I wrote the save game system for Disney's Guilty Party. I can give you a high level overview of how it was done. Although it was shipped as a Wii game, for debugging purposes we needed a save game system that worked both on the Wii and on the PC. Disclaimer: this is the only time I've written such a system, and by no means can I claim that it is The Standard Way(tm) to write a save game system. It is more of a case study.
From a purely design standpoint, binary files are always a hassle. For one thing, they are extremely hard to debug since you have to open the save game files in a hex editor. Second, you cannot download a save game file generated on the console and open it on the PC without making sure that your endianness is correct, which requires you either to A) have duplicate serialization code for big and little endian machines or B) wrap your serialization code in swapBytes() calls that switch things based on the endianness of your machine. Both are clunky.
Hence, we were looking for a save game system that had the ability to
- Be able to be read and written from both the Wii and the PC with the same format.
- Be easy to debug the serialization of our objects
- Have a versioning system that allowed us to read save game files from previous versions of the game in order to track down crash reports during playtesting of old builds.
- Ignore loading time because loading a game from a deserialized save file was on the same order of magnitude as loading a fresh level from scratch.
With these ideas in mind, we used (roughly) the following system. Each save game file was saved as plaintext. The beginning of each save game file always started with a line that looked like:
Version: 21
Then, we used something akin to the following for serializing and deserializing:
const unsigned int kCurrentVersion = 24;
void Serialize(GameState &state, const char *filename) {
File saveFile = File::Open(filename);
saveFile.Write("%d\n", kCurrentVersion);
saveFile.Write("%f %f %f\n", state.playerPosition);
saveFile.Write("%f %f %f\n", state.playerPantsColor);
saveFile.Write("%d\n", state.kNumTacosIHadForLunch);
}
// Any save game file before this version is invalid...
const unsigned int kMinimumSupportedVersion = 18;
GameState Deserialize(const char *filename) {
File saveFile = File::Open(filename);
unsigned int version = 0;
GameState savedState;
if(saveFile.Read("%d\n", &version) != 1 || !version) {
fprintf(stderr, "No version... no idea what's going on.");
return kInvalidState;
}
if(version < kMinimumSupportedVersion || version > kCurrentVersion) {
fprintf(stderr, "Unsupported version: %d\n", version);
return kInvalidState;
}
float pos[3];
if(saveFile.Read("%f %f %f\n", &pos[0], &pos[0], &pos[0]) != 3) {
fprintf(stderr, "Error reading position.\n");
return kInvalidState;
} else {
savedState.setPlayerPosition(pos);
}
if(version > 10) {
float c[3];
if(saveFile.Read("%f %f %f\n", &c[0], &c[1], &c[2]) != 3) {
fprintf(stderr, "Error reading pants color.\n");
return kInvalidState;
} else {
savedState.setPantsColor(c);
}
}
if(version > 17 && version < 22) {
int nsiwaat;
if(saveFile.Read("%d\n", &nsiwaat) != 1) {
fprintf(stderr, "Error reading the number of socks I wear at a time.\n");
return kInvalidState;
} else {
savedState.setNSIWAAT(nsiwaat);
}
}
// ...etc
return savedState;
}
The key takeaways from this are: Your serialization code should always write the most up to date version of your game state, regardless of what that is. However, it must also write what the most up to date version is so that future (and current) versions of the game are able to know how to read the file.
The deserialization code gets a little bit messy with this technique. It takes a very defensive approach to reading save game files. There are security reasons (i.e. buffer overflow) for why this is a good idea. It also reduces the risk of reading a corrupt save game file and loading bad data and crashing (or worse, not crashing). For debugging purposes, however, you should make sure to be as verbose as possible for why a saved game could not be read. This will save you many headaches in future versions where you thought a thing should be a certain way but it isn't. This system proved to not only be very effective, but I had a very easy time maintaining it.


*REQUIRED WORK:* Restate the listing below line for line and word for word, without the pictures.

-- Opening Marker --

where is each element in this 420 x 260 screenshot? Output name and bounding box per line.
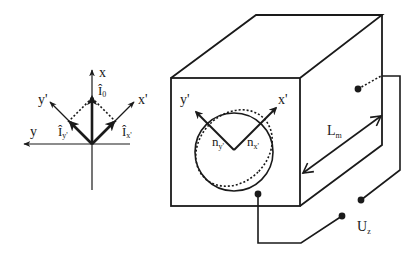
nx-label: nx' bbox=[247, 134, 260, 151]
face-y-prime-label: y' bbox=[180, 92, 190, 107]
iy-label: Îy' bbox=[58, 124, 68, 140]
length-label: Lm bbox=[327, 123, 343, 140]
voltage-label: Uz bbox=[357, 219, 371, 236]
ix-vector-arrow bbox=[92, 122, 114, 144]
x-axis-label: x bbox=[99, 65, 106, 80]
cube-top-face bbox=[171, 15, 382, 78]
cube-right-face bbox=[300, 15, 382, 206]
y-prime-axis-label: y' bbox=[38, 92, 48, 107]
polarization-vector-diagram: x y y' x' Î0 Îy' Îx' bbox=[24, 65, 148, 190]
face-x-prime-label: x' bbox=[278, 92, 288, 107]
electro-optic-crystal-diagram bbox=[171, 15, 400, 243]
y-axis-label: y bbox=[30, 124, 37, 139]
i0-label: Î0 bbox=[98, 83, 106, 99]
projection-dotted-line-left bbox=[68, 98, 92, 122]
iy-vector-arrow bbox=[70, 122, 92, 144]
length-double-arrow bbox=[303, 116, 381, 173]
x-prime-axis-label: x' bbox=[138, 92, 148, 107]
ix-label: Îx' bbox=[122, 124, 132, 140]
birefringent-ellipse bbox=[180, 94, 287, 201]
projection-dotted-line-right bbox=[92, 98, 116, 122]
back-electrode-dotted-wire bbox=[358, 76, 381, 89]
ny-label: ny' bbox=[212, 134, 225, 151]
back-electrode-wire bbox=[361, 76, 400, 200]
diagram-canvas: x y y' x' Î0 Îy' Îx' bbox=[0, 0, 420, 260]
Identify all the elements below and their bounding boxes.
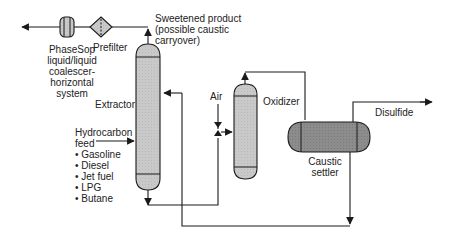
coalescer-label-line: horizontal [36,77,108,88]
coalescer-label-line: coalescer- [36,66,108,77]
oxidizer-vessel-icon [234,84,257,179]
feed-label-line: feed [75,138,132,149]
feed-item: • Butane [75,193,132,204]
sweetened-product-line-text: Sweetened product [155,13,241,24]
caustic-settler-vessel-icon [288,122,370,152]
settler-label-line: settler [300,167,350,178]
sweetened-product-line-text: (possible caustic [155,24,241,35]
sweetened-product-label: Sweetened product (possible caustic carr… [155,13,241,46]
feed-item: • LPG [75,182,132,193]
sweetened-product-line-text: carryover) [155,35,241,46]
coalescer-label-line: liquid/liquid [36,55,108,66]
settler-label-line: Caustic [300,156,350,167]
coalescer-label-line: system [36,88,108,99]
hydrocarbon-feed-label: Hydrocarbon feed • Gasoline • Diesel • J… [75,127,132,204]
extractor-vessel-icon [136,44,160,190]
coalescer-vessel-icon [60,17,74,37]
extractor-label: Extractor [95,99,135,110]
oxidizer-label: Oxidizer [263,96,300,107]
prefilter-label: Prefilter [93,42,127,53]
feed-item: • Gasoline [75,149,132,160]
feed-item: • Diesel [75,160,132,171]
air-label: Air [210,91,222,102]
prefilter-icon [90,17,112,37]
disulfide-label: Disulfide [375,107,413,118]
caustic-settler-label: Caustic settler [300,156,350,178]
feed-label-line: Hydrocarbon [75,127,132,138]
feed-item: • Jet fuel [75,171,132,182]
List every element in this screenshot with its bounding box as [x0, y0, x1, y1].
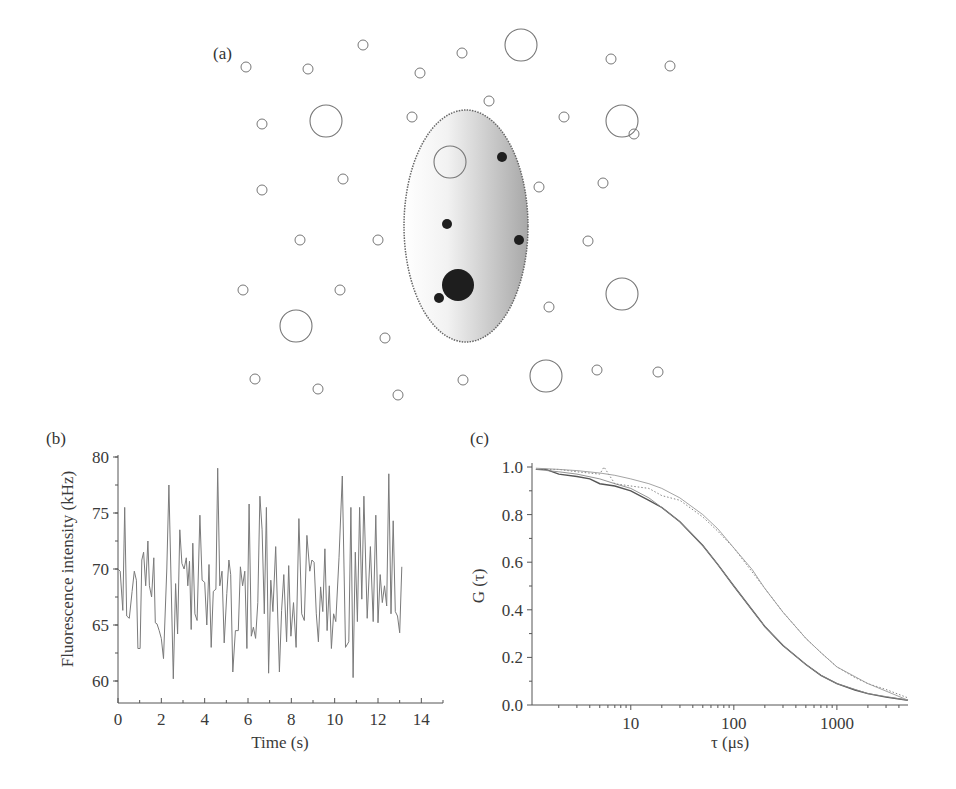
- autocorrelation-chart: 0.00.20.40.60.81.0101001000 τ (μs) G (τ): [469, 458, 908, 752]
- chart-c-xlabel: τ (μs): [711, 733, 749, 752]
- particle-open: [358, 40, 368, 50]
- chart-c-ylabel: G (τ): [469, 569, 488, 604]
- chart-c-series-line: [536, 469, 908, 700]
- particle-open: [457, 48, 467, 58]
- particle-open: [280, 310, 312, 342]
- chart-c-xtick: 10: [622, 714, 639, 733]
- particle-open: [373, 235, 383, 245]
- chart-b-xlabel: Time (s): [251, 733, 308, 752]
- particle-open: [592, 365, 602, 375]
- observation-volume: [404, 110, 528, 342]
- particle-open: [534, 182, 544, 192]
- chart-c-ytick: 0.6: [502, 553, 523, 572]
- particle-open: [606, 54, 616, 64]
- diffusion-diagram: [238, 29, 675, 400]
- chart-c-series: [536, 467, 908, 700]
- particle-open: [380, 333, 390, 343]
- particle-open: [295, 235, 305, 245]
- chart-b-xtick: 2: [157, 710, 166, 729]
- chart-c-ytick: 1.0: [502, 458, 523, 477]
- chart-c-axes: 0.00.20.40.60.81.0101001000: [502, 458, 908, 733]
- chart-c-ytick: 0.2: [502, 648, 523, 667]
- particle-open: [606, 105, 638, 137]
- chart-c-series-line: [536, 467, 908, 698]
- chart-c-ytick: 0.0: [502, 696, 523, 715]
- particle-open: [665, 61, 675, 71]
- chart-c-ytick: 0.4: [502, 601, 524, 620]
- particle-open: [458, 375, 468, 385]
- particle-open: [559, 112, 569, 122]
- particle-open: [544, 302, 554, 312]
- particle-open: [257, 119, 267, 129]
- intensity-trace-chart: 606570758002468101214 Time (s) Fluoresce…: [58, 448, 443, 752]
- chart-b-ytick: 75: [92, 504, 109, 523]
- chart-b-xtick: 8: [287, 710, 296, 729]
- chart-c-series-line: [536, 469, 908, 700]
- particle-open: [310, 105, 342, 137]
- particle-open: [598, 178, 608, 188]
- chart-c-xtick: 1000: [820, 714, 854, 733]
- chart-c-ytick: 0.8: [502, 506, 523, 525]
- chart-b-xtick: 6: [244, 710, 253, 729]
- chart-b-series-line: [118, 468, 402, 679]
- particle-open: [250, 374, 260, 384]
- particle-open: [415, 68, 425, 78]
- particle-open: [238, 285, 248, 295]
- particle-filled: [442, 269, 474, 301]
- particle-filled: [497, 152, 507, 162]
- particle-open: [335, 285, 345, 295]
- chart-b-ytick: 70: [92, 560, 109, 579]
- chart-b-xtick: 10: [326, 710, 343, 729]
- particle-open: [338, 174, 348, 184]
- particle-open: [393, 390, 403, 400]
- chart-b-ytick: 65: [92, 616, 109, 635]
- chart-b-xtick: 4: [200, 710, 209, 729]
- particle-open: [606, 278, 638, 310]
- particle-open: [407, 112, 417, 122]
- chart-c-xtick: 100: [721, 714, 747, 733]
- particle-open: [303, 64, 313, 74]
- particle-open: [484, 96, 494, 106]
- particle-filled: [434, 293, 444, 303]
- chart-b-xtick: 14: [413, 710, 431, 729]
- particle-open: [505, 29, 537, 61]
- chart-b-ytick: 60: [92, 672, 109, 691]
- particle-open: [583, 236, 593, 246]
- particle-open: [241, 62, 251, 72]
- chart-c-series-line: [536, 468, 908, 700]
- particle-filled: [514, 235, 524, 245]
- chart-b-ylabel: Fluorescence intensity (kHz): [58, 471, 77, 667]
- chart-b-ytick: 80: [92, 448, 109, 467]
- figure-canvas: 606570758002468101214 Time (s) Fluoresce…: [0, 0, 956, 789]
- particle-open: [653, 367, 663, 377]
- chart-b-xtick: 12: [370, 710, 387, 729]
- particle-open: [257, 185, 267, 195]
- particle-open: [313, 384, 323, 394]
- particle-filled: [442, 219, 452, 229]
- particle-open: [530, 360, 562, 392]
- chart-b-xtick: 0: [114, 710, 123, 729]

-- Closing Marker --

*ANSWER SECTION:*
where is each element in this 420 x 260 screenshot? Output name and bounding box per line.
nx-label: nx' bbox=[247, 134, 260, 151]
face-y-prime-label: y' bbox=[180, 92, 190, 107]
iy-label: Îy' bbox=[58, 124, 68, 140]
length-label: Lm bbox=[327, 123, 343, 140]
voltage-label: Uz bbox=[357, 219, 371, 236]
ix-vector-arrow bbox=[92, 122, 114, 144]
x-axis-label: x bbox=[99, 65, 106, 80]
cube-top-face bbox=[171, 15, 382, 78]
cube-right-face bbox=[300, 15, 382, 206]
y-prime-axis-label: y' bbox=[38, 92, 48, 107]
polarization-vector-diagram: x y y' x' Î0 Îy' Îx' bbox=[24, 65, 148, 190]
face-x-prime-label: x' bbox=[278, 92, 288, 107]
electro-optic-crystal-diagram bbox=[171, 15, 400, 243]
y-axis-label: y bbox=[30, 124, 37, 139]
i0-label: Î0 bbox=[98, 83, 106, 99]
projection-dotted-line-left bbox=[68, 98, 92, 122]
iy-vector-arrow bbox=[70, 122, 92, 144]
length-double-arrow bbox=[303, 116, 381, 173]
x-prime-axis-label: x' bbox=[138, 92, 148, 107]
ix-label: Îx' bbox=[122, 124, 132, 140]
birefringent-ellipse bbox=[180, 94, 287, 201]
projection-dotted-line-right bbox=[92, 98, 116, 122]
back-electrode-dotted-wire bbox=[358, 76, 381, 89]
ny-label: ny' bbox=[212, 134, 225, 151]
back-electrode-wire bbox=[361, 76, 400, 200]
diagram-canvas: x y y' x' Î0 Îy' Îx' bbox=[0, 0, 420, 260]
Identify all the elements below and their bounding boxes.
coalescer-label-line: horizontal [36,77,108,88]
coalescer-label-line: coalescer- [36,66,108,77]
oxidizer-vessel-icon [234,84,257,179]
feed-label-line: feed [75,138,132,149]
feed-item: • Butane [75,193,132,204]
sweetened-product-line-text: Sweetened product [155,13,241,24]
caustic-settler-vessel-icon [288,122,370,152]
settler-label-line: settler [300,167,350,178]
sweetened-product-line-text: (possible caustic [155,24,241,35]
sweetened-product-label: Sweetened product (possible caustic carr… [155,13,241,46]
feed-item: • LPG [75,182,132,193]
sweetened-product-line-text: carryover) [155,35,241,46]
coalescer-label-line: liquid/liquid [36,55,108,66]
settler-label-line: Caustic [300,156,350,167]
coalescer-label-line: system [36,88,108,99]
hydrocarbon-feed-label: Hydrocarbon feed • Gasoline • Diesel • J… [75,127,132,204]
extractor-vessel-icon [136,44,160,190]
coalescer-vessel-icon [60,17,74,37]
extractor-label: Extractor [95,99,135,110]
oxidizer-label: Oxidizer [263,96,300,107]
prefilter-label: Prefilter [93,42,127,53]
feed-item: • Gasoline [75,149,132,160]
feed-item: • Diesel [75,160,132,171]
air-label: Air [210,91,222,102]
prefilter-icon [90,17,112,37]
disulfide-label: Disulfide [375,107,413,118]
caustic-settler-label: Caustic settler [300,156,350,178]
feed-label-line: Hydrocarbon [75,127,132,138]
feed-item: • Jet fuel [75,171,132,182]
List every element in this screenshot with its bounding box as [x0, y0, x1, y1].
- autocorrelation-chart: 0.00.20.40.60.81.0101001000 τ (μs) G (τ): [469, 458, 908, 752]
- chart-c-xlabel: τ (μs): [711, 733, 749, 752]
- particle-open: [358, 40, 368, 50]
- chart-c-ylabel: G (τ): [469, 569, 488, 604]
- chart-c-series-line: [536, 469, 908, 700]
- particle-open: [457, 48, 467, 58]
- particle-open: [280, 310, 312, 342]
- chart-c-xtick: 10: [622, 714, 639, 733]
- particle-open: [373, 235, 383, 245]
- chart-b-xlabel: Time (s): [251, 733, 308, 752]
- particle-open: [592, 365, 602, 375]
- observation-volume: [404, 110, 528, 342]
- particle-open: [534, 182, 544, 192]
- chart-c-ytick: 0.6: [502, 553, 523, 572]
- particle-open: [606, 54, 616, 64]
- diffusion-diagram: [238, 29, 675, 400]
- chart-c-series: [536, 467, 908, 700]
- particle-open: [380, 333, 390, 343]
- particle-open: [295, 235, 305, 245]
- chart-b-xtick: 2: [157, 710, 166, 729]
- chart-c-ytick: 1.0: [502, 458, 523, 477]
- chart-c-axes: 0.00.20.40.60.81.0101001000: [502, 458, 908, 733]
- chart-c-ytick: 0.2: [502, 648, 523, 667]
- particle-open: [606, 105, 638, 137]
- chart-c-series-line: [536, 467, 908, 698]
- chart-c-ytick: 0.0: [502, 696, 523, 715]
- particle-open: [665, 61, 675, 71]
- chart-c-ytick: 0.4: [502, 601, 524, 620]
- particle-open: [458, 375, 468, 385]
- particle-open: [559, 112, 569, 122]
- particle-open: [544, 302, 554, 312]
- particle-open: [257, 119, 267, 129]
- intensity-trace-chart: 606570758002468101214 Time (s) Fluoresce…: [58, 448, 443, 752]
- chart-b-ytick: 75: [92, 504, 109, 523]
- chart-b-xtick: 8: [287, 710, 296, 729]
- chart-c-series-line: [536, 469, 908, 700]
- particle-open: [310, 105, 342, 137]
- particle-open: [598, 178, 608, 188]
- chart-c-xtick: 1000: [820, 714, 854, 733]
- chart-c-ytick: 0.8: [502, 506, 523, 525]
- chart-b-xtick: 6: [244, 710, 253, 729]
- chart-b-series-line: [118, 468, 402, 679]
- particle-open: [250, 374, 260, 384]
- particle-open: [415, 68, 425, 78]
- particle-open: [238, 285, 248, 295]
- particle-filled: [442, 269, 474, 301]
- particle-filled: [497, 152, 507, 162]
- particle-open: [335, 285, 345, 295]
- chart-b-ytick: 70: [92, 560, 109, 579]
- chart-b-xtick: 10: [326, 710, 343, 729]
- particle-open: [338, 174, 348, 184]
- particle-open: [393, 390, 403, 400]
- chart-b-ytick: 65: [92, 616, 109, 635]
- chart-b-xtick: 4: [200, 710, 209, 729]
- particle-open: [606, 278, 638, 310]
- particle-open: [407, 112, 417, 122]
- chart-c-xtick: 100: [721, 714, 747, 733]
- particle-open: [303, 64, 313, 74]
- particle-open: [484, 96, 494, 106]
- particle-filled: [434, 293, 444, 303]
- chart-b-xtick: 14: [413, 710, 431, 729]
- particle-open: [505, 29, 537, 61]
- chart-b-ytick: 60: [92, 672, 109, 691]
- particle-open: [583, 236, 593, 246]
- particle-open: [241, 62, 251, 72]
- chart-c-series-line: [536, 468, 908, 700]
- particle-filled: [514, 235, 524, 245]
- chart-b-ylabel: Fluorescence intensity (kHz): [58, 471, 77, 667]
- chart-b-ytick: 80: [92, 448, 109, 467]
- figure-canvas: 606570758002468101214 Time (s) Fluoresce…: [0, 0, 956, 789]
- particle-open: [653, 367, 663, 377]
- chart-b-xtick: 12: [370, 710, 387, 729]
- particle-open: [257, 185, 267, 195]
- particle-open: [313, 384, 323, 394]
- particle-filled: [442, 219, 452, 229]
- particle-open: [530, 360, 562, 392]
- chart-b-xtick: 0: [114, 710, 123, 729]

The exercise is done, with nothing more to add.